In Oval Office, Biden Welcomes Trump, Who Plans to Unwind Biden’s Presidency

by · TIME

By Brian Bennett
Updated: January 1, 1970 12:00 AM [ET] | Originally published: November 13, 2024 1:05 PM EST;

The logs were stacked high and flames filled the Oval Office fireplace as President Joe Biden sat next to President-elect Donald Trump on Wednesday.

Biden smiled and extended his hand in welcome. It was a meeting Biden hoped could bring down the temperature in American politics but the halting introductions betrayed the awkwardness of the moment. It hadn’t been that long since Biden had called Trump a threat to democracy and national security and Trump had called Biden “crooked” and “low I.Q.”  

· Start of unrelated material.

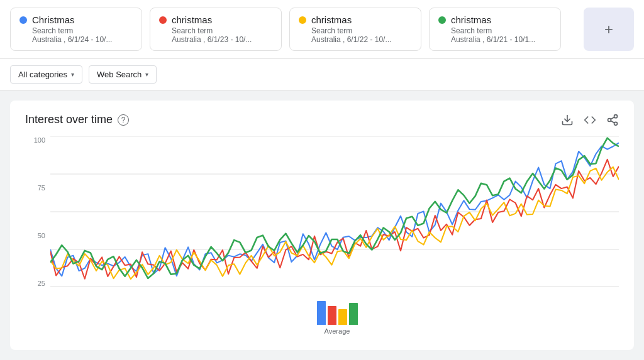  What do you see at coordinates (590, 120) in the screenshot?
I see `toolbar-icons` at bounding box center [590, 120].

“Mr. President elect, and the former President, and Donald, congratulations,” Biden said. “And, uh, looking forward to having a, like we said, smooth transition, do everything we can to make sure you are accommodated, what you need.” Trump replied: “Good.” 

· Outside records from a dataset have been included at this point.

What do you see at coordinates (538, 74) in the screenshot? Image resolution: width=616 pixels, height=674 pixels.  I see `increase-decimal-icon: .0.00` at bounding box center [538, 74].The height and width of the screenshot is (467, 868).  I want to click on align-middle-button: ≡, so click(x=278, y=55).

With that, Trump was welcomed back to the same office he left four years earlier after trying and failing to overturn Biden’s election victory. The President-elect thanked Biden and hinted at the high-octane political fight the two just came through. “Politics is tough, and it’s—many cases—not a very nice world. But it is a nice world today, and I appreciate—very much—a transition that’s so smooth. It’ll be as smooth as it can get,” Trump said.

The meeting itself, which lasted nearly 2 hours, is part of Biden’s larger project to repair what Trump had broken when he denied the 2020 election results, sparked a violent attack on the Capitol, and refused to welcome in his successor. And Biden wants to impress upon Trump the benefits he sees in keeping in place many of his outgoing administration’s massive investments in American infrastructure like removing lead pipes, laying new broadband cables and moving the American economy away from fossil fuels.

But Trump’s picks for his cabinet and key White House posts indicate he’s gearing up to dismantle as much of Biden’s signature project as possible. Trump is assembling a combative team who are best known for their ability to ferociously defend Trump and his ideas on TV. Lee Zeldin, his pick to run the Environmental Protection Agency, promised to “restore US energy dominance.” His foreign policy team has been skeptical of America’s support for Ukraine in its war with Russia, which Biden has championed for nearly three years.

Before Trump arrived at the White House on Wednesday, he stopped to speak to House Republicans at a hotel near the Capitol and hinted he’d welcome Congressional Republicans changing the Constitution to allow him to run for a third term. “I suspect I won’t be running again unless you do something,” Trump told the GOP lawmakers in the ballroom. 

Trump and Biden were joined at their meeting by White House chief of staff Jeff Zients and Susie Wiles, who is poised to fill in that role for Trump after serving his campaign manager. Also with Trump on his Washington trip were his personal aide Natalie Harp and his valet Walt Nauta. Nauta has pled not guilty to charges of concealing or withholding classified documents and obstruction of justice in the investigation into Trump's possession of classified documents at Mar-a-Lago. Trump’s charges in that case are likely to be dropped, as Special Counsel Jack Smith decides how to wrap up the federal cases against Trump before Trump becomes President.